Special Branch police in the north of Ireland turned down the chance to save the lives of people targeted by unionist paramilitary gunmen because they simply ‘couldn’t be bothered’, according to a UVF commander turned supergrass, Gary Haggarty.
According to the Sunday Life, Haggarty was still “knee-deep” in terror in north Belfast when he offered to hand over the UVF’s`black book’ - containing the names and addresses of those it was actively targeting.
Not only that, the serial killer told investigators the UVF had another book with British Army intelligence files on organisations and ‘persons of interest’.
This was when the loyalist commander turned supergrass was deputy to another infamous UVF double agent, Mark Haddock, the UVF military commander in north Belfast.
Haggarty’s life as a double agent has been detailed in secret interviews the supergrass gave when he fled Ireland after being exposed as an agent.
He offered Special Branch the UVF targeting book but they declined the offer as they would have to inform the people named, according to the report. The information should have led to those threatened being informed and Haggarty “retired” as an agent.
Haggarty said the book was part of a weapons hide in a flat in the Mount Vernon area of Belfast. He said the UVF also had possession of British Army files on organisations and ‘persons of interest’ – lawyers, community development workers, civil servants and Sinn Féin representatives among them.
The loyalist said this highly-sensitive information came from a rival paramilitary group, the UDA. Haggarty said he passed on the location of the weapons hide in Mount Vernon and even handed Special Branch a key, but they failed to intervene.
He also told investigators that inside that dump was the pistol he used to murder innocent grandfather Sean McParland on February 24, 1994 – one of five killings he has admitted.
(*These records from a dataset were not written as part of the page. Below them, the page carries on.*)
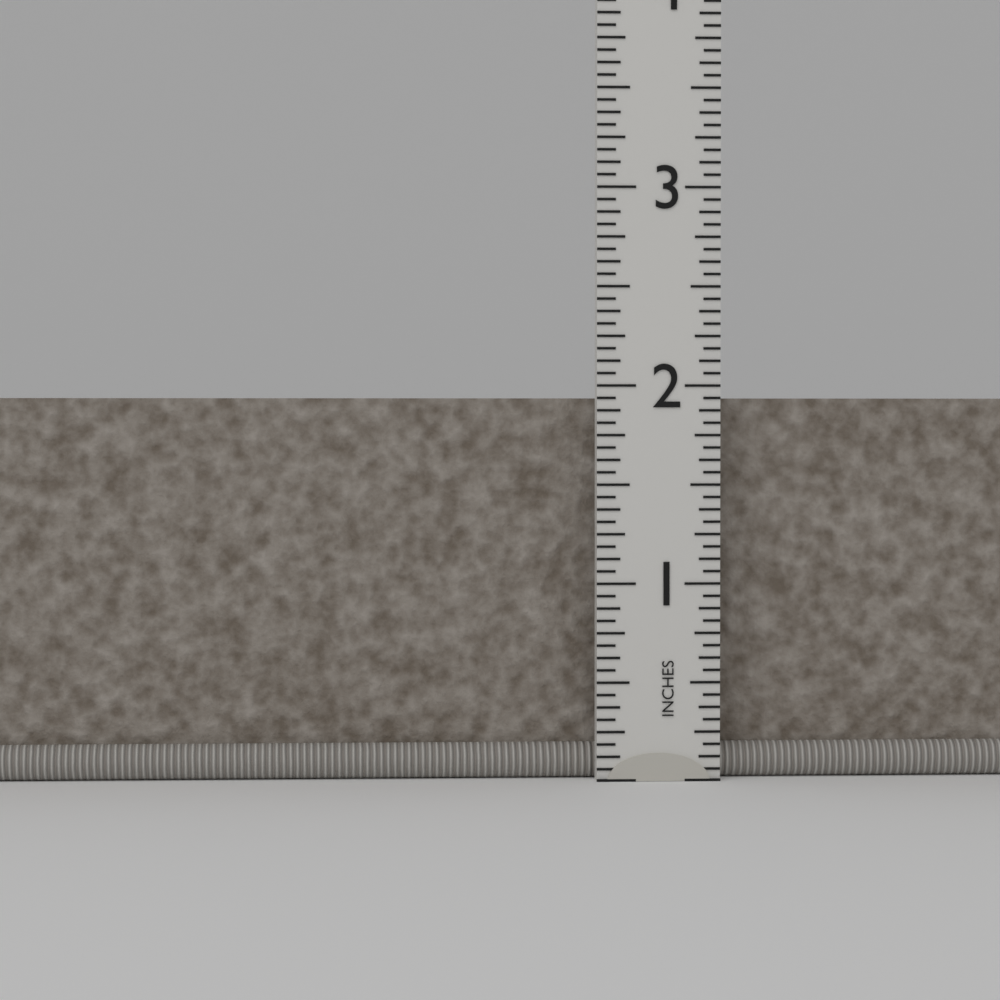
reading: 1.9375 in
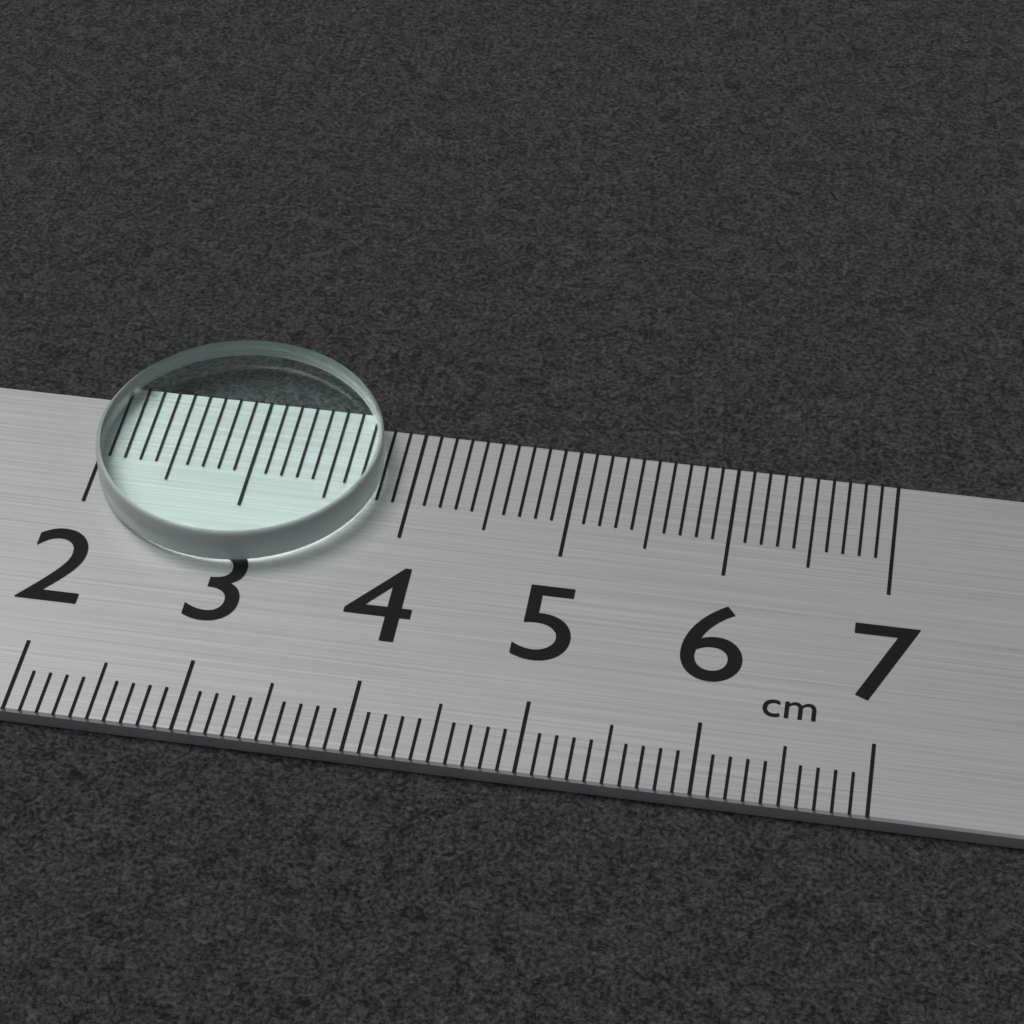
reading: 3.8 cm
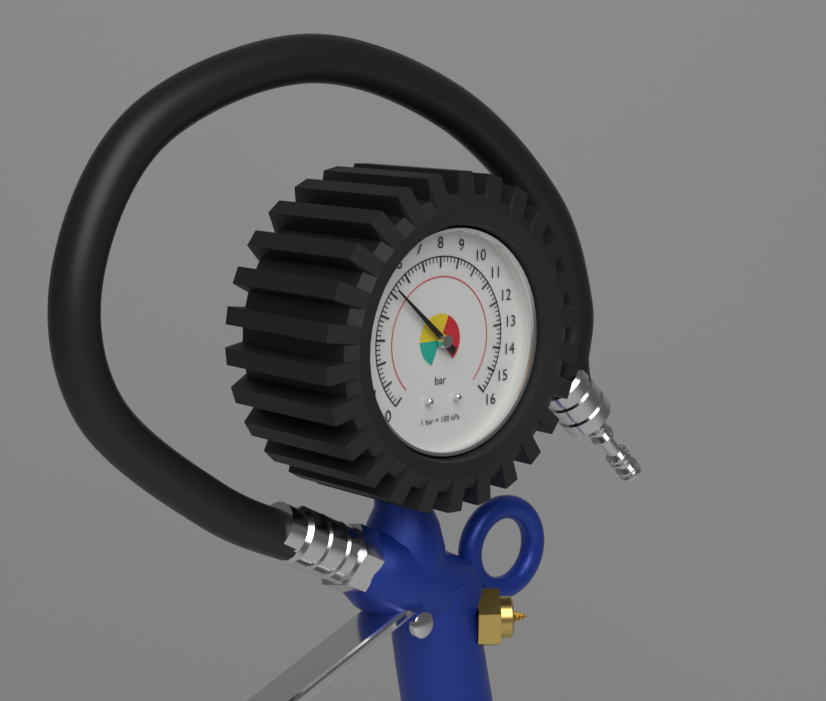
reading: 5.2 bar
There were also RUC uniforms, ammunition and the UVF’s bomb-making manual.
“He told Special Branch about everything in that flat. Had that been the IRA they would have been right in there, but nothing was done,’’ according to the report.
Haggarty was recruited as a Special Branch informer not long after joining the UVF and lived a life as a paid agent for 12 years. The notorious double agent has admitted five murders and 500 other serious crimes, most of which while he was in the pay of the RUC/PSNI.
Last week, in Haggarty’s evidence, he said the RUC ‘encouraged’ him to shoot loyalists who wouldn’t toe the line within the UVF. He would pass to Special Branch the reason for the attack, the history of the gun, and where the weapon went to next.
He has also revealed an RUC man asked him to shoot someone he had a personal grudge with. The man was either to be shot or have his “arms or legs broken”.
Haggarty returned to Ireland two weeks ago, his first visit in 14 years after being unmasked as an informer along with Haddock.
Now given a new identity and life in England, he was the witness in the trial of a man he claims shot Catholic workmen Eamon Fox and Gary Convie at a building site in north Belfast in May 1994.